We currently liveaboard and have no shore side residence. Our official address is a PO Box near our marina. We have lived aboard, with no shore side residence for over a year and for six of the last 15 years.
We wanted to finance a 46+ foot newish big name trawler that would be our sole residence. We had provided the following financial info to the lender - 40% down, 800+ credit rating, 35+ year history with the same bank, successful financing and payoff of another expensive boat, two big houses, and many expensive sports cars, financial assets worth many times the value of the boat to be financed, and NO current debt.
The finance company (very large specialist in US Marine financing) reviewed the deal and approved the loan subject to seeing our 1040s and bank statements.
Several days later the lender call to say they had discovered that our address "was just a PO box" and they wanted to know if we had a "real" address.
AH - NO!
They then said they could not finance the boat unless we had a six-month history of living in a "real" shoreside residence with tax bills, utility payments, and rent checks to prove that residence.
Subsequently talked with Key Bank (who financed our previous boat), our credit union (financed a smaller boat and several cars) and they said the same thing - no "real address" with six-month history - no loan.
Then talked to three marine mortgage brokers who contacted all their lenders with our credit info -same story: "no real address" - no loan
The problem seems to be that Dodd-Franck changed the standards for loans and IF a boat is the sole residence then the marine mortgage must conform to all HUD and "normal" residential lending standards. No marine mortgage company has the expertise to deal with those standards.
Another BIG NO-NO in the current lending environment is long term travel outside the United States waters.
We talked some more with the big marine lender and determined that a cheap apartment (not really possible here in San Diego) would get us the loan. We then said something to the effect of:
"We'll be taking the boat to the Sea of Cortez for a couple years and then on thru the Panama Canal and eventually to Florida in a couple more years."
Well - that killed the deal yet again. They will not lend on a boat that is going to be outside US territorial waters for more than six-months a year.
That probably works for east coast boats who can go to Puerto Rico or the USVI to reset the six-month clock. Here on the Left Coast - getting back to US waters means a 750-mile BASH up the Baja coast which I've twice and determined that was one too many.
NO Primary Liveaboards - NO long distance cruising if you want a loan!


TASK BRIEF
When the records are reproduced, each one must match exactly, and no picture may be kept.

Dataset items
↓↓↓

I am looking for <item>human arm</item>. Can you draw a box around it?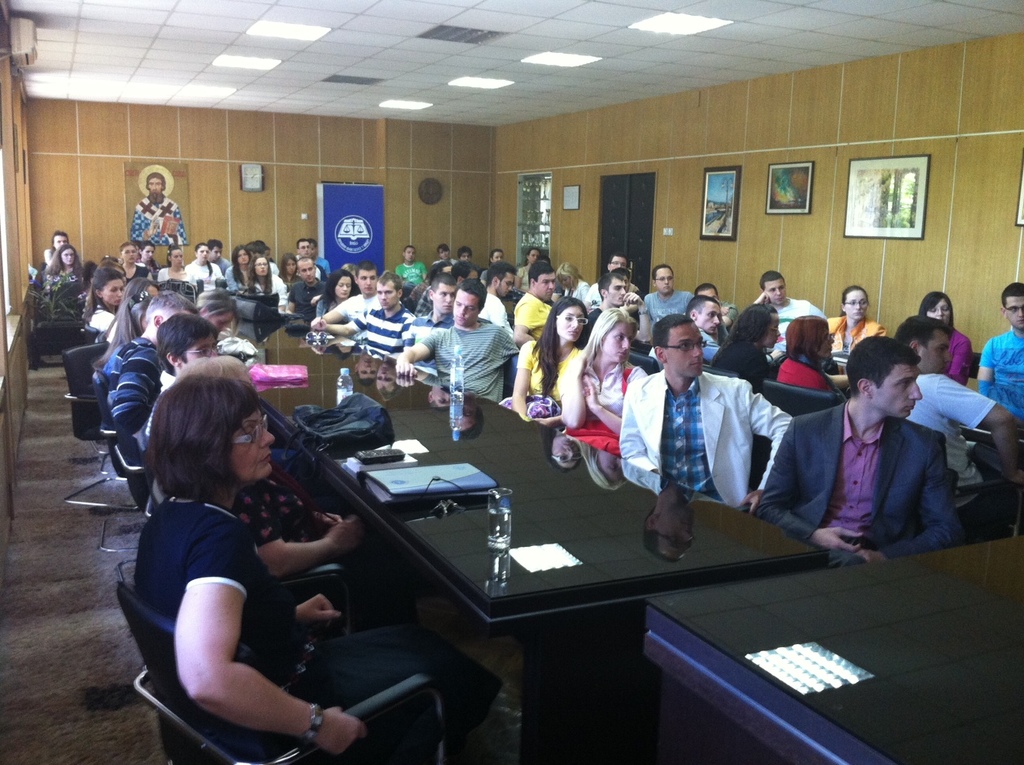
Sure, the bounding box is [482,273,490,287].
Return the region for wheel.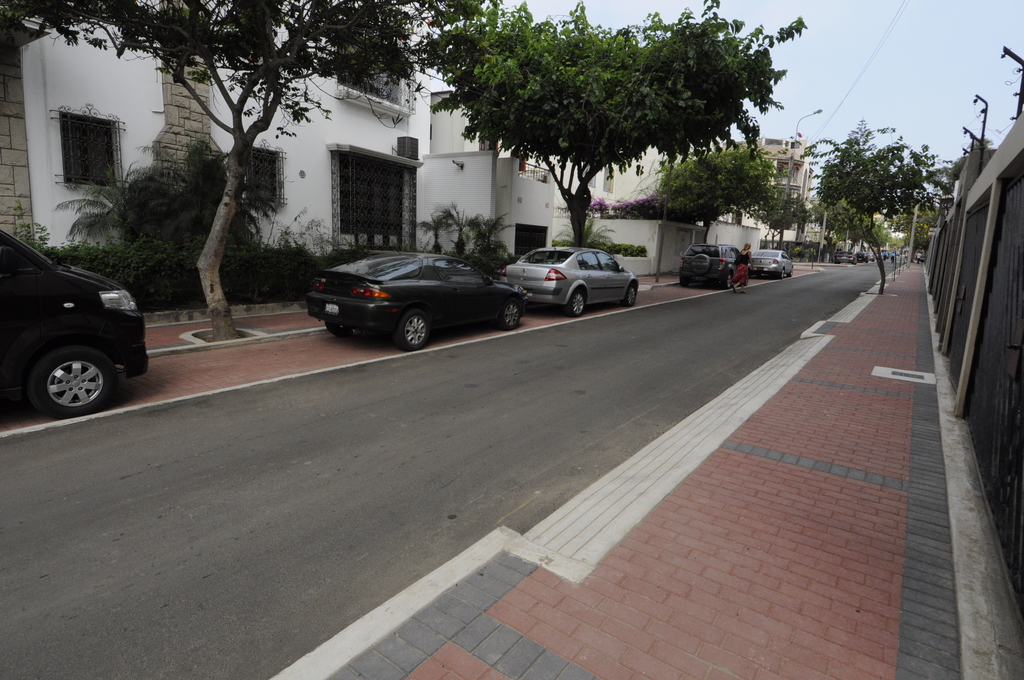
{"x1": 787, "y1": 268, "x2": 794, "y2": 277}.
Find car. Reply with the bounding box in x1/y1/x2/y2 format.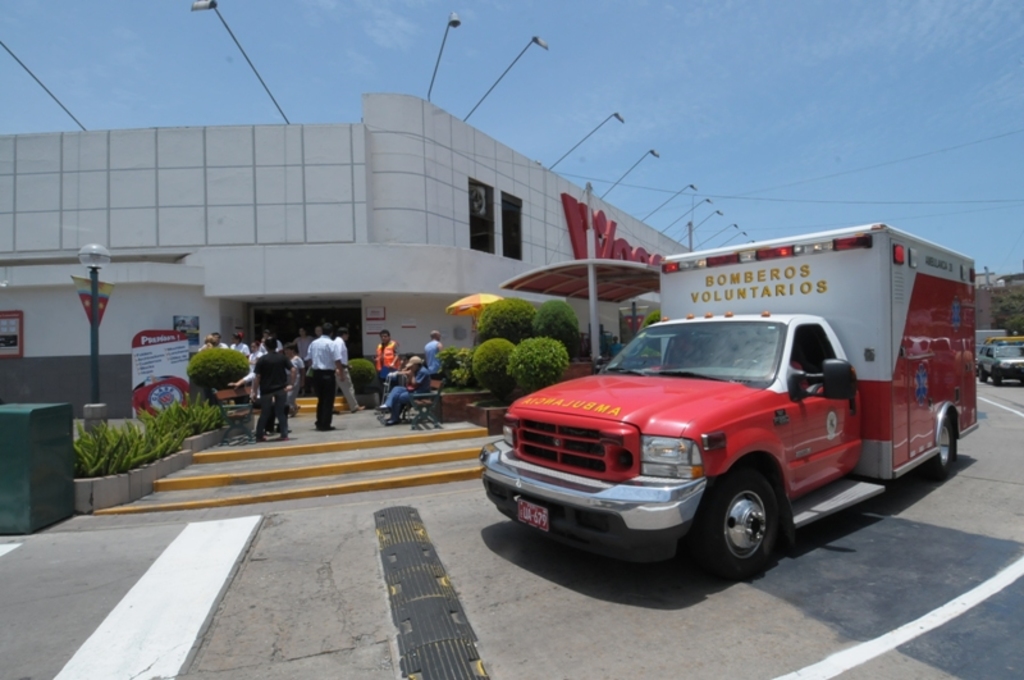
975/339/1023/387.
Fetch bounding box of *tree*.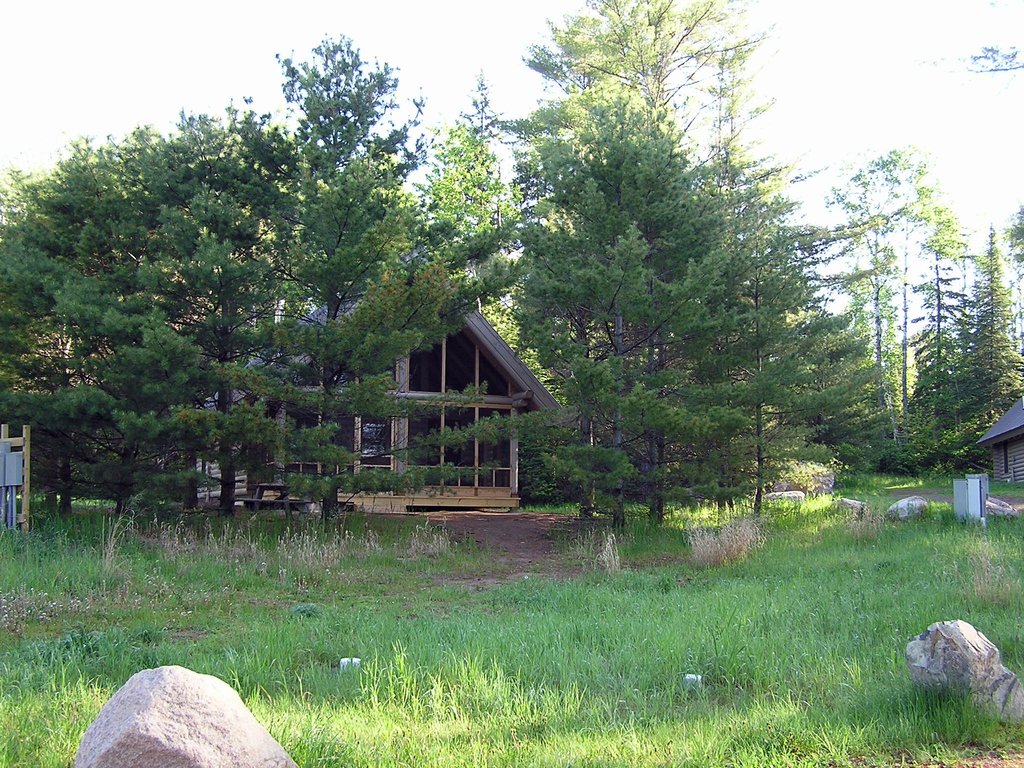
Bbox: 41/109/371/543.
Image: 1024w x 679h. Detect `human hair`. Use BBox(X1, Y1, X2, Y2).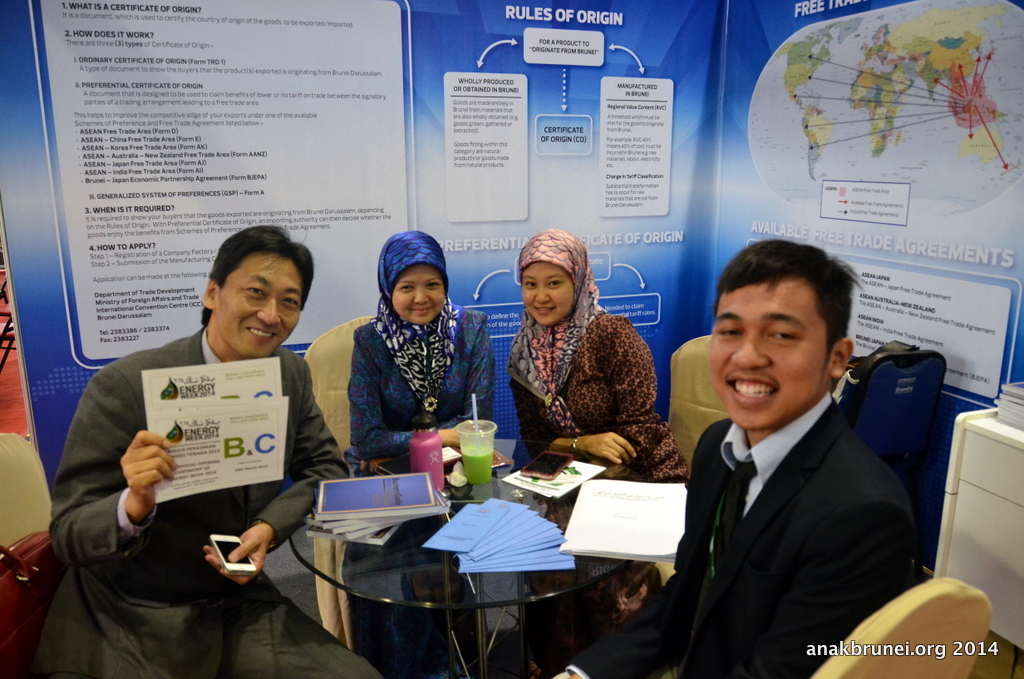
BBox(702, 252, 869, 386).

↑↑↑

RESPONSE AREA
I am looking for <item>human arm</item>. Can you draw a box around it?
Sure, the bounding box is [482,273,490,287].
Return the region for wheel.
{"x1": 787, "y1": 268, "x2": 794, "y2": 277}.
Find car. Reply with the bounding box in x1/y1/x2/y2 format.
975/339/1023/387.
Fetch bounding box of *tree*.
Bbox: 41/109/371/543.
Image: 1024w x 679h. Detect `human hair`. Use BBox(X1, Y1, X2, Y2).
BBox(702, 252, 869, 386).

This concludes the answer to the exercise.